Sue Baker

Image caption: Sue Baker pioneered the field of injury prevention and has mentored generations of experts who followed in her footsteps.

Credit: Photograph by Chris Hartlove

Giving

SAFETY—AND SUPPORT—BY DESIGN

A lot of people should be grateful to Sue Baker, SPH '68 (MPH), professor emerita at the Johns Hopkins Bloomberg School of Public Health.

And with good reason: Beginning in the late 1960s, Baker, who is known as the mother of injury prevention, pioneered an entire scientific discipline dedicated to preventing injuries and blunting their effects, thereby improving—and saving—countless lives. Her research on automobile crashes fueled efforts by safety advocates to push for child car seat laws that have helped reduce the risk of infant deaths in car crashes by 71%.

As one of the main authors of a 1987 report that called on Congress to create a federal injury prevention agency, Baker played a central role in the establishment of the CDC's National Center for Injury Prevention and Control—and of the nine Injury Control Research Centers it now helps fund. The Johns Hopkins Center for Injury Research and Policy was among the first of these, and it remains one of the largest injury research and educational programs in the world, working to improve occupational, home, and transportation safety and to address violence and substance abuse.

And it wasn't just institutions that Baker helped to establish. As a mentor and teacher to multiple generations of injury prevention experts, she literally built the field from the ground up.

"She's like the Johnny Appleseed of the science," says Professor Emeritus Stephen P. Teret, SPH '79 (MPH), who worked with Baker for many years after taking her injury prevention course in his first semester. "She planted the seeds of injury prevention in the minds of so many people."

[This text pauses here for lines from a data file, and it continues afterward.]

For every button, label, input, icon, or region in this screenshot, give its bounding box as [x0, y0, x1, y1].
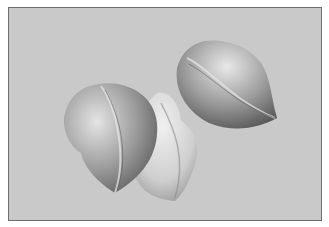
petals-illustration [9, 8, 322, 221]
image-frame [8, 7, 322, 221]
upper-right-petal [177, 40, 277, 128]
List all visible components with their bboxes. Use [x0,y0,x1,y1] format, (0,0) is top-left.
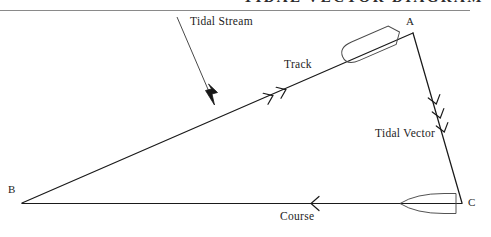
annotation-label-tidal-stream: Tidal Stream [190,16,253,28]
tidal-vector-diagram [0,0,491,237]
vertex-label-a: A [406,16,414,27]
diagram-page: TIDAL VECTOR DIAGRAM [0,0,491,237]
track-direction-chevrons [263,84,288,104]
edge-label-tidal-vector: Tidal Vector [375,128,435,140]
edge-label-track: Track [284,59,312,71]
edge-label-course: Course [280,211,314,223]
track-line [22,33,413,203]
boat-hull-track-icon [339,23,404,66]
tidal-vector-line [413,33,462,203]
tidal-stream-arrow [177,17,218,105]
vertex-label-c: C [468,197,476,208]
vertex-label-b: B [8,184,16,195]
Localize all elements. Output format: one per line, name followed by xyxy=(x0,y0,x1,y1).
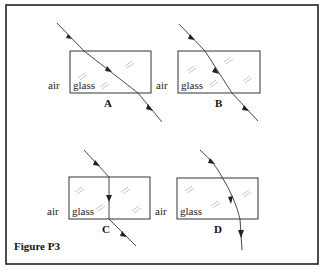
glass-label-b: glass xyxy=(181,79,203,91)
panel-a: air glass A xyxy=(48,23,162,122)
panel-c: air glass C xyxy=(47,150,150,246)
panel-b: air glass B xyxy=(156,24,260,121)
air-label-c: air xyxy=(47,205,59,217)
air-label-b: air xyxy=(156,79,168,91)
panel-label-d: D xyxy=(214,223,222,235)
air-label-d: air xyxy=(155,205,167,217)
panel-label-c: C xyxy=(102,223,110,235)
glass-label-c: glass xyxy=(72,205,94,217)
air-label-a: air xyxy=(48,79,60,91)
figure-caption: Figure P3 xyxy=(14,240,60,252)
panel-d: air glass D xyxy=(155,150,258,250)
figure-frame xyxy=(6,5,318,264)
panel-label-b: B xyxy=(215,97,223,109)
glass-label-a: glass xyxy=(73,79,95,91)
glass-label-d: glass xyxy=(180,205,202,217)
light-ray-d xyxy=(200,150,242,250)
panel-label-a: A xyxy=(104,97,112,109)
figure-p3-diagram: air glass A air glass B air xyxy=(0,0,324,270)
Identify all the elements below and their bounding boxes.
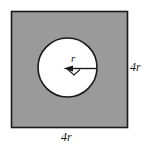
right-side-dimension-label: 4r: [130, 61, 141, 73]
bottom-side-dimension-label: 4r: [61, 131, 72, 143]
geometry-figure: r 4r 4r: [0, 0, 149, 146]
radius-label: r: [71, 53, 75, 64]
figure-canvas: [0, 0, 149, 146]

But the gratitude goes both ways. Baker has spent decades giving back to the university that has been her professional home since the 1960s—a home she shared with her husband, Timothy Baker, MD, who graduated from the School of Public Health in 1954 and served more than 50 years as a faculty member and professor there. Tim Baker died in 2013.

"I can't tell you how grateful I am to Johns Hopkins—not only for my 50-plus years on the faculty but for the enormous privilege of teaching such wonderful students," she says.

Sue and Tim Baker made a series of significant gifts to the School of Public Health focused on supporting students in areas ranging from injury prevention and gun control to international health. Their preferred instrument was the Johns Hopkins charitable gift annuity, or CGA, which provides a fixed stream of income for life to the donor and/or a loved one while ensuring that the remainder goes to the donor's designated purpose.

With assistance from the Office of Gift Planning, Baker recently established a creative mix of CGAs and a gift from her estate to support students involved in her latest initiative: Safety by Design. The initiative aims to make injury prevention an integral part of the design process for everything from consumer products to the built environment. It will also draw on the resources of the schools of Engineering and Medicine.

To get the ball rolling, Baker and colleagues from the schools of Medicine and Engineering introduced a new course, Killer Design, last spring. Students analyzed the risks posed by products ranging from snowblowers (amputation) to Venetian blinds (strangulation) and were invited to redesign them to be nonhazardous.

"At this point, my real passion is to get people who are designing anything man-made, whether it's a curbstone or a chandelier, to think early on in the game, 'I want to be sure this doesn't hurt anybody,'" Baker says. "Safety is something you should be thinking about from the beginning, rather than after people have been hurt."

Baker made sure that the terms of her gift were flexible enough to ensure that the funds in the Safety by Design Scholarship can be used for whatever students most need. She even decided to make an outright gift—donating the annual payments from a newly established CGA—to help cover operating expenses.

"The remaining funds will make it possible to carry on with Safety by Design when I'm no longer on the scene," she says. "But the current payments will provide some money for the program to work with every year."

Baker's gifts to Safety by Design are remarkable considering what she and her husband have already given to the School of Public Health in both service and support.

But from Baker's perspective, it's the least she can do.

"I owe an enormous debt of gratitude to Johns Hopkins," she says. "And this is one way of trying to repay a little bit of that."

This story was adapted from "Change the World, Baker," published in the Spring 2020 issue of Hopkins Bloomberg Public Health Magazine.